Radical rollbacks of payday lending rules exploit the poor

Opinion

February 12, 2019 - 1:28 PM

The time has come to consider an official name change for the Consumer Financial Protection Bureau to reflect its true mission under the Trump administration. Consumers are clearly the last thing on President Donald Trump’s mind, and the only people he and his GOP supporters in Congress seek to protect financially are the fat cats in the banking and payday lending industry.

We’d offer a few recommendations for replacement names, but unfortunately, their acronyms are unprintable in a family newspaper. Suffice it to say that the new name should reflect the truth that consumers, especially those on the edges of poverty, are getting the shaft under the broader freedoms Trump plans to give the financial services industry.

Having already reduced the CFPB’s banking oversight powers, the bureau now plans to abolish most consumer protections that had restricted exploitative payday lending practices.

Payday lenders offer short-term loans at effective interest rates of up to 400 percent.
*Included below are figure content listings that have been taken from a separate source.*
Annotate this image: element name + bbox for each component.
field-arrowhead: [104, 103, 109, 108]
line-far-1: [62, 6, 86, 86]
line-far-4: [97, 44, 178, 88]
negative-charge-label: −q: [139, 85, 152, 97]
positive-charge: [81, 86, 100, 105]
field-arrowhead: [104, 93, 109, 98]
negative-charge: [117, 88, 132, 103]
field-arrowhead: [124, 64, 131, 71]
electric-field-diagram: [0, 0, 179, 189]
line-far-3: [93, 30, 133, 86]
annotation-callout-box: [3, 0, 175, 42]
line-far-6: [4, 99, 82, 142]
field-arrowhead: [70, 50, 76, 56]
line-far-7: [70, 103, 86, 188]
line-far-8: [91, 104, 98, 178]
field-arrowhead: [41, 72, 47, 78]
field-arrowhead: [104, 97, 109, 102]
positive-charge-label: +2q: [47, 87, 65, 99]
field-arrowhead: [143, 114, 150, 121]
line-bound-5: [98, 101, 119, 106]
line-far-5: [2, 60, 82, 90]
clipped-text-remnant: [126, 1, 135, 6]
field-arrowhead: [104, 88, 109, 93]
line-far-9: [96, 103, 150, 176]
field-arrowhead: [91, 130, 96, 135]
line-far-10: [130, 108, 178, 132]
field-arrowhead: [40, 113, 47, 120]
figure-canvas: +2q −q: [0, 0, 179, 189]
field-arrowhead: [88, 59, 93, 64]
Before an Obama administration crackdown, lenders did little to verify borrowers’ ability to repay. If borrowers had trouble making payments, lenders rolled over their loans with jacked-up fees that quickly pushed borrowers into a cycle of crushing debt.

Under Obama, the CFPB significantly tightened rules, prompting payday lenders’ complaints about reduced profit margins. Payday lenders spent $3.47 million lobbying Congress last year in ongoing efforts to roll back laws designed to curtail the irresponsible financial practices that prompted the 2007-2008 recession.

According to Opensecrets.org, Rep. Ann Wagner and Rep. Blaine Luetkemeyer, Missouri Republicans, ranked among the top 20 congressional recipients of donations from payday lenders. Both serve on the House Financial Services Committee. Of the $2.5 million payday lenders donated to candidates, parties or outside political-action groups, 89 percent benefited Republicans.

After ousting CFPB’s longtime director, Trump has been in a nearly two-year search for a permanent CFPB director — apparently looking for someone so inexperienced that she wouldn’t know the first thing about interfering with payday lenders’ profit margins. Kathy Kraninger fit the bill, having no previous background in financial industry regulation.

Barely two months in office, Kraninger proposes to eliminate checks on borrowers’ credit worthiness — that is, their ability to pay — along with limits on the number of loans that can be rolled over.

Linda Jun, of the consumer-advocacy group Americans for Financial Reform, says the overhaul is “disturbing, but not surprising,” The Washington Post reported, because the industry “thrives on being able to do whatever it wants. That is their business model, to have zero standards.”

Trump already has a demonstrable track record of serving the interests of the already rich at the expense of those on the lower end of the pay scale. With enablers like Wagner and Luetkemeyer backing these radical rollbacks, who knows what new financial frontiers are next to be exploited?